I have recently finished reading a book written by a senior court official before 1917, and found the following paragraph quite interesting :
" Misfortune seemed to be her lot. Four times her hopes of giving an heir to the crown were brought to naught as one girl after another was born to her, adding to her blighted life the knowledge that in this respect Russia was bitterly disappointed. Her relations with her husband were affectionate, but not tender, and she never knew how to manage him, or to develop by her sympathy the best side of his nature. Her manner towards him, also, was not what it ought to have been. She treated him more like a naughty boy than like a monarch whose first subject she was.
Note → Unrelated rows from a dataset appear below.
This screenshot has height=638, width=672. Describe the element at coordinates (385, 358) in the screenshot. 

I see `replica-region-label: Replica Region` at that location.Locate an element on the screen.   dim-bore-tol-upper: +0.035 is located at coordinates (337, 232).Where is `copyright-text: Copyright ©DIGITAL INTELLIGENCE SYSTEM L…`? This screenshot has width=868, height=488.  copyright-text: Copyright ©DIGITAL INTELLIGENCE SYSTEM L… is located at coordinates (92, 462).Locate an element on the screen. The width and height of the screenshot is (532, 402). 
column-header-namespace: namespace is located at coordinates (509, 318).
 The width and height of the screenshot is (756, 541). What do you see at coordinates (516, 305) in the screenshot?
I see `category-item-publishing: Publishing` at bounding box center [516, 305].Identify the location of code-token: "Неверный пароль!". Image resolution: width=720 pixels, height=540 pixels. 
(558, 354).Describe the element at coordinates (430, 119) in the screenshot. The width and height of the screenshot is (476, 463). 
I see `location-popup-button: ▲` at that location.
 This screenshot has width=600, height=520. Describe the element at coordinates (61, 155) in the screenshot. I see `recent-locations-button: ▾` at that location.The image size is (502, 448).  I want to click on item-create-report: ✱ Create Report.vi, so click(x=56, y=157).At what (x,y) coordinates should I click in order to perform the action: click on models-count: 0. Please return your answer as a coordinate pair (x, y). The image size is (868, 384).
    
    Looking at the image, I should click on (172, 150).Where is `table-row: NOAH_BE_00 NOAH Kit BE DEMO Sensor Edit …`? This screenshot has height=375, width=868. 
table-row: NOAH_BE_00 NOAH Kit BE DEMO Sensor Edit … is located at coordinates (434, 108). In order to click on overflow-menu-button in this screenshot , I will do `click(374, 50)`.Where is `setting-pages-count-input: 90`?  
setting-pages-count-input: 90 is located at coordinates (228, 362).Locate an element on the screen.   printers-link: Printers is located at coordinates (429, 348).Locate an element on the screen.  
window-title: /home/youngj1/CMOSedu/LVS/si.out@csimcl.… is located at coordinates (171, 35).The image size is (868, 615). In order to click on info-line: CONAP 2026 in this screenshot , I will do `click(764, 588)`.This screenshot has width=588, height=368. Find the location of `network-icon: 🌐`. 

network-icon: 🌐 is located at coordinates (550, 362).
In the early days of their marriage it was related that one evening, when they had a few people to tea at Tsarskoye Selo, feeling tired and desiring to withdraw, she turned towards the Emperor, and said to him in English, a language always spoken in the Imperial family, " Now come, my boy; it is time for me to go to bed" One may imagine the stupefaction which this phrase caused among a people accustomed to all the rigidity of etiquette which had always ruled the Court of St Petersburg. They could not understand how an Empress could forget herself so far in the presence of others as to address the Tsar of All the Russias as " my boy"."
I was very surprised by this revelation, and wonder if it was not just gossip, as she was so uptight in the presence of other people. but it does speak volumes about the way in which she dominated her husband.